From the sleek world-phones of high-powered Chief Executive Officers (CEOs), to the rugged wind-up laptops of Haitian schoolchildren, digital media and global business, together, are shaping our increasingly connected world. This powerful movement has opened up new global markets and business opportunities, but it also entails a complex network of political, ethical, environmental, and ultimately humanistic concerns. Given the need to develop thoughtful and critically-informed citizens of a global digital culture, the University of Waterloo has established the Stratford School of Interaction Design and Business, home to the undergraduate program Global Business and Digital Arts (GBDA). This program provides students with a combination of global awareness and digital design skills that will position them as mindful leaders and transformers of 21st century business, government, and culture.
The first of its kind in Canada, the GBDA program builds on the University's longstanding reputation for leadership in innovation, and draws on the creative traditions of University of Waterloo Faculty of Arts disciplines, with their focus on critical thinking, aesthetics, and broadly contextualized knowledge. The program's goals are ambitious and innovative: students will graduate equipped with practical skills for project management, team collaboration, and digital design; but these abilities are to be rooted in a solid intellectual foundation that links globalization, cultural studies, business ethics, economics, and marketing. To accomplish these goals, the academic program is based on a careful interdisciplinary strategy that integrates a variety of theoretical perspectives, methodologies, and forms of practice. A project-based focus allows students to explore global business and digital design opportunities, develop solutions to social problems, and create new forms of cultural expression in a global context.
The format of the program is as innovative as its goals and content. Students spend the first year at the University of Waterloo campus and then move to a residential program in Stratford for years two, three, and four. The classes are small, focused on problem-driven and project-based assignments, and enriched by interaction with leading academics, policymakers, industry researchers, and businesses. Students work in teams, each with an assigned coach, and learn to manage design projects from start to delivery, developing abilities that range from critical conceptualization and technical troubleshooting, to cross-cultural communication and global marketing. A paid spring term internship allows students to further develop course-related concepts and skills in a real-world environment.
Students in the GBDA program have access to state-of-the-art media labs and equipment, as well as interaction with experts and guest lecturers from around the world. These resources and opportunities, combined with a unique and progressive curriculum, ensures that Global Business and Digital Arts is a world-class program suited to meet the challenges of a global digital culture.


Report every line of the records that includes the word "Applicant".

[Dataset rows describing interfaces]
Content starts
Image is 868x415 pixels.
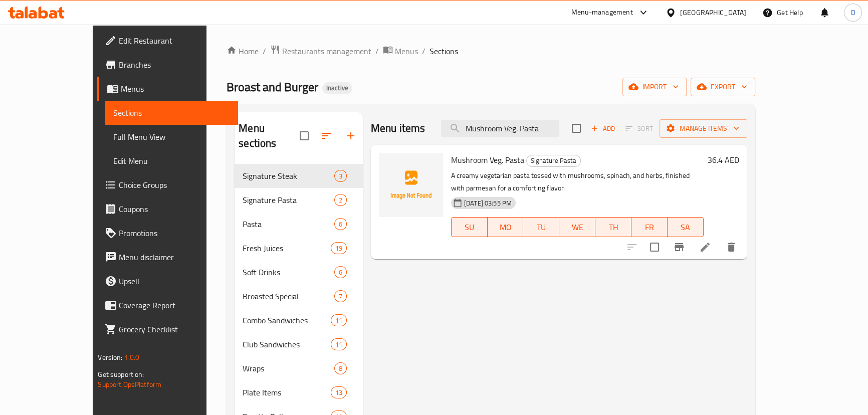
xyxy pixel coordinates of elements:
span: Select section [566,118,587,139]
span: Signature Pasta [527,155,581,166]
a: Menus [97,77,238,101]
a: Promotions [97,221,238,245]
div: Wraps8 [235,356,363,380]
span: Select section first [619,121,659,136]
input: search [441,120,559,137]
div: Fresh Juices19 [235,236,363,260]
span: Version: [98,351,122,364]
span: Coupons [119,203,230,215]
p: A creamy vegetarian pasta tossed with mushrooms, spinach, and herbs, finished with parmesan for a... [451,169,704,194]
div: Inactive [322,82,352,94]
div: items [334,362,347,374]
span: [DATE] 03:55 PM [460,199,516,208]
span: Broasted Special [243,290,334,302]
span: Manage items [668,122,739,135]
span: 7 [335,292,346,301]
div: Signature Steak [243,170,334,182]
button: WE [559,217,596,237]
span: Edit Menu [113,155,230,167]
span: Add item [587,121,619,136]
div: Plate Items13 [235,380,363,404]
div: Menu-management [572,7,633,18]
span: TU [527,220,556,235]
span: Menus [121,83,230,95]
span: Coverage Report [119,299,230,311]
a: Grocery Checklist [97,317,238,341]
span: Get support on: [98,368,144,381]
span: Promotions [119,227,230,239]
span: Add [589,123,617,134]
button: delete [719,235,743,259]
a: Coupons [97,197,238,221]
button: import [623,78,687,96]
span: Inactive [322,84,352,92]
h2: Menu sections [239,121,300,151]
span: Signature Pasta [243,194,334,206]
span: Choice Groups [119,179,230,191]
span: 8 [335,364,346,373]
span: Plate Items [243,386,330,398]
span: 6 [335,220,346,229]
span: Branches [119,59,230,70]
span: 2 [335,195,346,205]
span: Sections [113,107,230,119]
span: 6 [335,267,346,277]
button: TU [523,217,559,237]
a: Edit menu item [699,241,711,253]
span: MO [492,220,520,235]
div: Combo Sandwiches [243,314,330,326]
a: Choice Groups [97,173,238,197]
span: 19 [331,244,346,253]
li: / [263,45,266,57]
button: FR [632,217,668,237]
div: Signature Pasta [526,155,581,167]
span: Sections [430,45,458,57]
span: Wraps [243,362,334,374]
button: Branch-specific-item [667,235,691,259]
span: Select all sections [294,125,315,146]
a: Edit Menu [105,149,238,173]
div: items [334,266,347,278]
button: SA [668,217,704,237]
button: Add [587,121,619,136]
div: [GEOGRAPHIC_DATA] [680,7,746,18]
span: Sort sections [315,124,339,148]
div: Combo Sandwiches11 [235,308,363,332]
span: FR [635,220,664,235]
li: / [375,45,379,57]
div: Signature Pasta2 [235,188,363,212]
div: items [334,290,347,302]
div: Pasta6 [235,212,363,236]
span: TH [599,220,628,235]
div: Fresh Juices [243,242,330,254]
h2: Menu items [371,121,426,136]
span: Mushroom Veg. Pasta [451,153,524,168]
button: Manage items [659,119,748,138]
div: items [331,386,347,398]
div: items [334,218,347,230]
span: Menus [395,45,418,57]
span: Soft Drinks [243,266,334,278]
a: Coverage Report [97,293,238,317]
span: 11 [331,316,346,325]
span: 3 [335,171,346,181]
div: Broasted Special7 [235,284,363,308]
a: Upsell [97,269,238,293]
span: D [851,7,855,18]
span: Pasta [243,218,334,230]
span: Club Sandwiches [243,338,330,350]
span: 11 [331,340,346,349]
img: Mushroom Veg. Pasta [379,153,443,217]
div: items [331,314,347,326]
span: Edit Restaurant [119,34,230,47]
span: SA [672,220,700,235]
span: 13 [331,388,346,397]
a: Menus [383,44,418,58]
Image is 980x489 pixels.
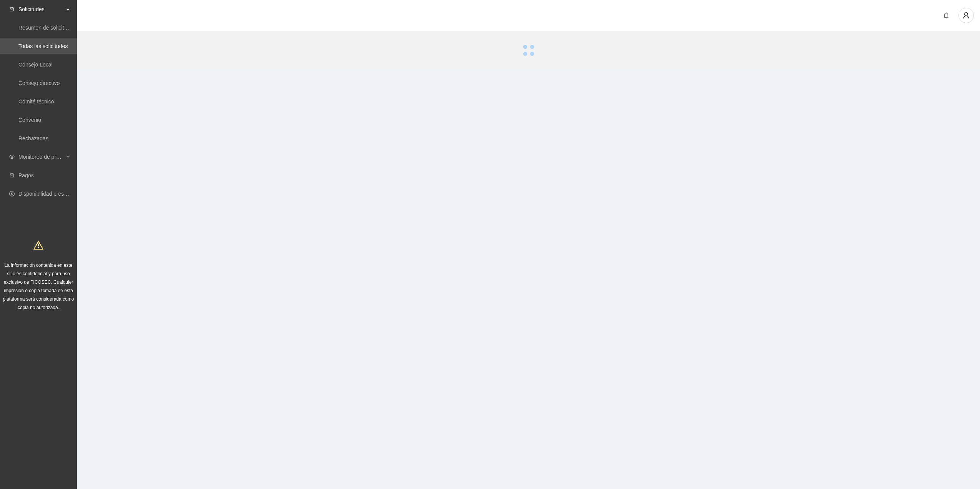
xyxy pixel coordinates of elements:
button: bell [941,10,953,21]
span: user [959,12,974,19]
span: La información contenida en este sitio es confidencial y para uso exclusivo de FICOSEC. Cualquier... [3,263,74,310]
span: inbox [10,7,14,12]
span: Monitoreo de proyectos [18,149,64,165]
a: Convenio [18,116,41,123]
a: Disponibilidad presupuestal [18,191,84,197]
a: Consejo Local [18,62,53,67]
a: Consejo directivo [18,80,60,86]
a: Resumen de solicitudes por aprobar [18,25,105,31]
a: Pagos [18,172,34,178]
span: eye [10,154,14,160]
span: bell [941,13,952,18]
button: user [959,8,974,23]
span: Solicitudes [18,2,64,17]
a: Todas las solicitudes [18,43,67,49]
span: warning [34,241,43,250]
a: Comité técnico [18,98,54,105]
a: Rechazadas [18,136,48,142]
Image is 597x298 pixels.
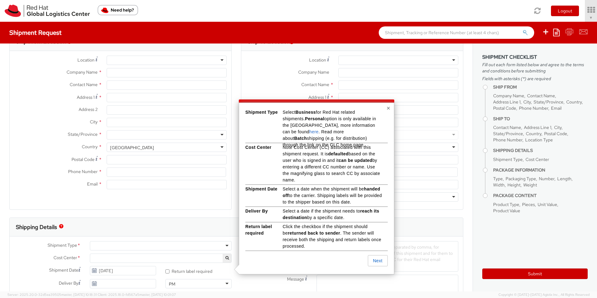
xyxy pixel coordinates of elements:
span: ▼ [590,15,593,20]
h4: Package Information [493,168,588,173]
span: Product Type [493,202,520,208]
span: Click the checkbox if the shipment should be [283,224,369,236]
span: Postal Code [493,105,517,111]
span: Contact Name [527,93,555,99]
strong: Personal [305,116,325,121]
label: Return label required [166,268,213,275]
span: Location [309,57,326,63]
strong: Deliver By [246,209,268,214]
h4: Shipping Details [493,148,588,153]
span: for Red Hat related shipments. [283,110,357,121]
span: State/Province [493,131,523,137]
h3: Ship To Location [248,39,290,45]
span: City [524,99,531,105]
span: Shipment Type [493,157,523,162]
span: Weight [524,182,537,188]
span: Select [283,110,296,115]
button: Submit [483,269,588,279]
span: Shipment Date [49,267,78,274]
strong: Shipment Date [246,187,278,192]
strong: Cost Center [246,145,272,150]
span: Location [77,57,95,63]
strong: defaulted [328,152,349,157]
span: . The sender will receive both the shipping and return labels once processed. [283,231,383,249]
div: [GEOGRAPHIC_DATA] [110,145,154,151]
span: master, [DATE] 10:01:07 [139,293,176,297]
span: Pieces [522,202,535,208]
strong: reach its destination [283,209,381,220]
button: Need help? [98,5,138,15]
span: Company Name [298,69,330,75]
span: State/Province [534,99,564,105]
span: Height [508,182,521,188]
span: State/Province [68,132,98,137]
strong: Return label required [246,224,274,236]
span: Type [493,176,503,182]
span: Server: 2025.20.0-32d5ea39505 [7,293,97,297]
span: City [554,125,562,130]
strong: can be updated [339,158,372,163]
h3: Ship From Location [16,39,66,45]
strong: Shipment Type [246,110,278,115]
span: Country [526,131,542,137]
span: Phone Number [519,105,549,111]
h4: Ship From [493,85,588,90]
span: Address 2 [79,107,98,112]
input: Shipment, Tracking or Reference Number (at least 4 chars) [379,26,535,39]
span: Contact Name [493,125,521,130]
strong: Batch [294,136,307,141]
span: Cost Center [526,157,550,162]
h3: Shipping Details [16,224,57,231]
span: Address Line 1 [493,99,521,105]
span: Contact Name [302,82,330,87]
img: rh-logistics-00dfa346123c4ec078e1.svg [5,5,90,17]
span: Note Cost Center (CC) associated with this shipment request. It is [283,145,372,157]
span: Deliver By [59,280,78,287]
span: Cost Center [54,255,77,262]
span: Shipment Type [48,242,77,250]
span: Phone Number [493,137,523,143]
span: Address Line 1 [524,125,552,130]
span: Unit Value [538,202,558,208]
span: Select a date if the shipment needs to [283,209,360,214]
h3: Shipment Checklist [483,54,588,60]
span: Select a date when the shipment will be [283,187,364,192]
h4: Ship To [493,117,588,121]
strong: returned back to sender [288,231,340,236]
span: Company Name [493,93,525,99]
span: Country [567,99,582,105]
button: Next [368,255,388,267]
span: Company Name [67,69,98,75]
button: Logout [551,6,579,16]
span: Fill out each form listed below and agree to the terms and conditions before submitting [483,62,588,74]
span: Length [558,176,572,182]
span: by a specific date. [307,215,345,220]
span: Postal Code [72,157,95,162]
span: Email [87,181,98,187]
h4: Package Content [493,194,588,198]
span: Contact Name [70,82,98,87]
span: to the carrier. Shipping labels will be provided to the shipper based on this date. [283,193,384,205]
button: Close [387,105,391,111]
a: here [310,129,319,134]
span: Address 1 [309,95,326,100]
span: Address 1 [77,95,95,100]
span: Message [287,277,304,282]
span: Email [551,105,562,111]
span: Client: 2025.18.0-fd567a5 [98,293,176,297]
span: Copyright © [DATE]-[DATE] Agistix Inc., All Rights Reserved [499,293,590,298]
span: Phone Number [68,169,98,175]
span: option is only available in the [GEOGRAPHIC_DATA], more information can be found [283,116,378,134]
h4: Shipment Request [9,29,62,36]
span: Width [493,182,505,188]
span: shipping (e.g. for distribution) through the link on the GLC home page. [283,136,369,147]
strong: Business [296,110,316,115]
span: master, [DATE] 10:18:31 [61,293,97,297]
span: Number [539,176,555,182]
span: Product Value [493,208,521,214]
span: Fields with asterisks (*) are required [483,76,588,82]
span: Country [82,144,98,150]
span: Postal Code [545,131,568,137]
div: PM [169,281,175,288]
span: City [90,119,98,125]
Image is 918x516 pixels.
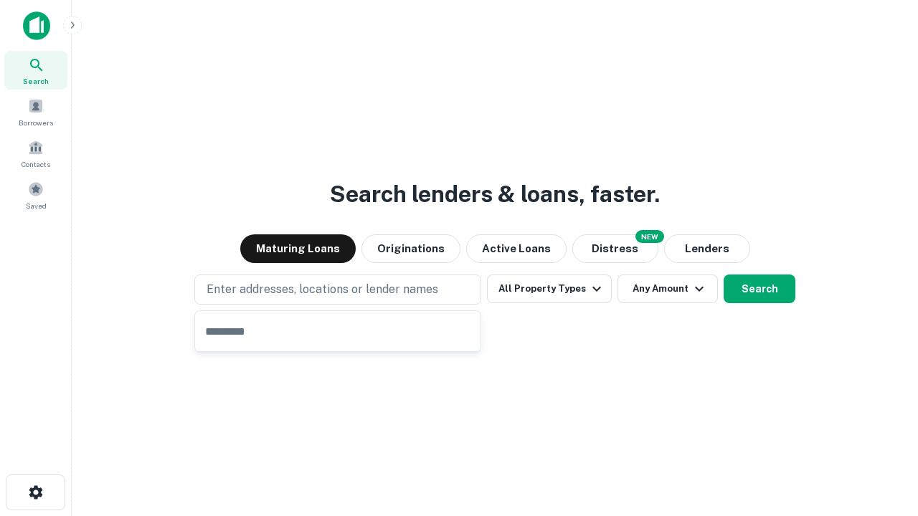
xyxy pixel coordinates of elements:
iframe: Chat Widget [846,402,918,470]
button: Lenders [664,235,750,263]
button: Search [724,275,795,303]
a: Search [4,51,67,90]
span: Contacts [22,159,50,170]
span: Search [23,75,49,87]
button: Search distressed loans with lien and other non-mortgage details. [572,235,658,263]
button: Any Amount [618,275,718,303]
button: Originations [361,235,460,263]
p: Enter addresses, locations or lender names [207,281,438,298]
button: Maturing Loans [240,235,356,263]
span: Borrowers [19,117,53,128]
button: Enter addresses, locations or lender names [194,275,481,305]
div: NEW [635,230,664,243]
a: Borrowers [4,93,67,131]
img: capitalize-icon.png [23,11,50,40]
button: Active Loans [466,235,567,263]
span: Saved [26,200,47,212]
button: All Property Types [487,275,612,303]
a: Saved [4,176,67,214]
a: Contacts [4,134,67,173]
h3: Search lenders & loans, faster. [330,177,660,212]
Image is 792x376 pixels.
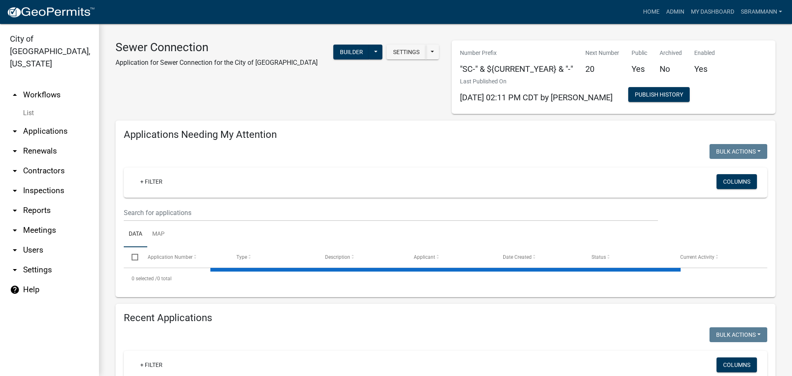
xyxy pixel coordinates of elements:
[124,312,767,324] h4: Recent Applications
[124,204,658,221] input: Search for applications
[132,275,157,281] span: 0 selected /
[10,245,20,255] i: arrow_drop_down
[585,49,619,57] p: Next Number
[10,166,20,176] i: arrow_drop_down
[460,64,573,74] h5: "SC-" & ${CURRENT_YEAR} & "-"
[10,225,20,235] i: arrow_drop_down
[737,4,785,20] a: SBrammann
[659,49,682,57] p: Archived
[694,49,715,57] p: Enabled
[709,144,767,159] button: Bulk Actions
[460,92,612,102] span: [DATE] 02:11 PM CDT by [PERSON_NAME]
[406,247,494,267] datatable-header-cell: Applicant
[10,126,20,136] i: arrow_drop_down
[494,247,583,267] datatable-header-cell: Date Created
[663,4,687,20] a: Admin
[709,327,767,342] button: Bulk Actions
[139,247,228,267] datatable-header-cell: Application Number
[148,254,193,260] span: Application Number
[631,64,647,74] h5: Yes
[386,45,426,59] button: Settings
[659,64,682,74] h5: No
[694,64,715,74] h5: Yes
[583,247,672,267] datatable-header-cell: Status
[716,357,757,372] button: Columns
[134,357,169,372] a: + Filter
[124,247,139,267] datatable-header-cell: Select
[628,87,689,102] button: Publish History
[591,254,606,260] span: Status
[10,284,20,294] i: help
[414,254,435,260] span: Applicant
[325,254,350,260] span: Description
[10,265,20,275] i: arrow_drop_down
[236,254,247,260] span: Type
[639,4,663,20] a: Home
[10,186,20,195] i: arrow_drop_down
[460,77,612,86] p: Last Published On
[317,247,406,267] datatable-header-cell: Description
[10,146,20,156] i: arrow_drop_down
[147,221,169,247] a: Map
[333,45,369,59] button: Builder
[124,129,767,141] h4: Applications Needing My Attention
[631,49,647,57] p: Public
[124,221,147,247] a: Data
[228,247,317,267] datatable-header-cell: Type
[134,174,169,189] a: + Filter
[115,58,317,68] p: Application for Sewer Connection for the City of [GEOGRAPHIC_DATA]
[503,254,531,260] span: Date Created
[10,205,20,215] i: arrow_drop_down
[460,49,573,57] p: Number Prefix
[585,64,619,74] h5: 20
[716,174,757,189] button: Columns
[10,90,20,100] i: arrow_drop_up
[628,92,689,99] wm-modal-confirm: Workflow Publish History
[124,268,767,289] div: 0 total
[115,40,317,54] h3: Sewer Connection
[672,247,761,267] datatable-header-cell: Current Activity
[687,4,737,20] a: My Dashboard
[680,254,714,260] span: Current Activity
Content ends
COMPLETED EXERCISE
[406,247,494,267] datatable-header-cell: Applicant
[414,254,435,260] span: Applicant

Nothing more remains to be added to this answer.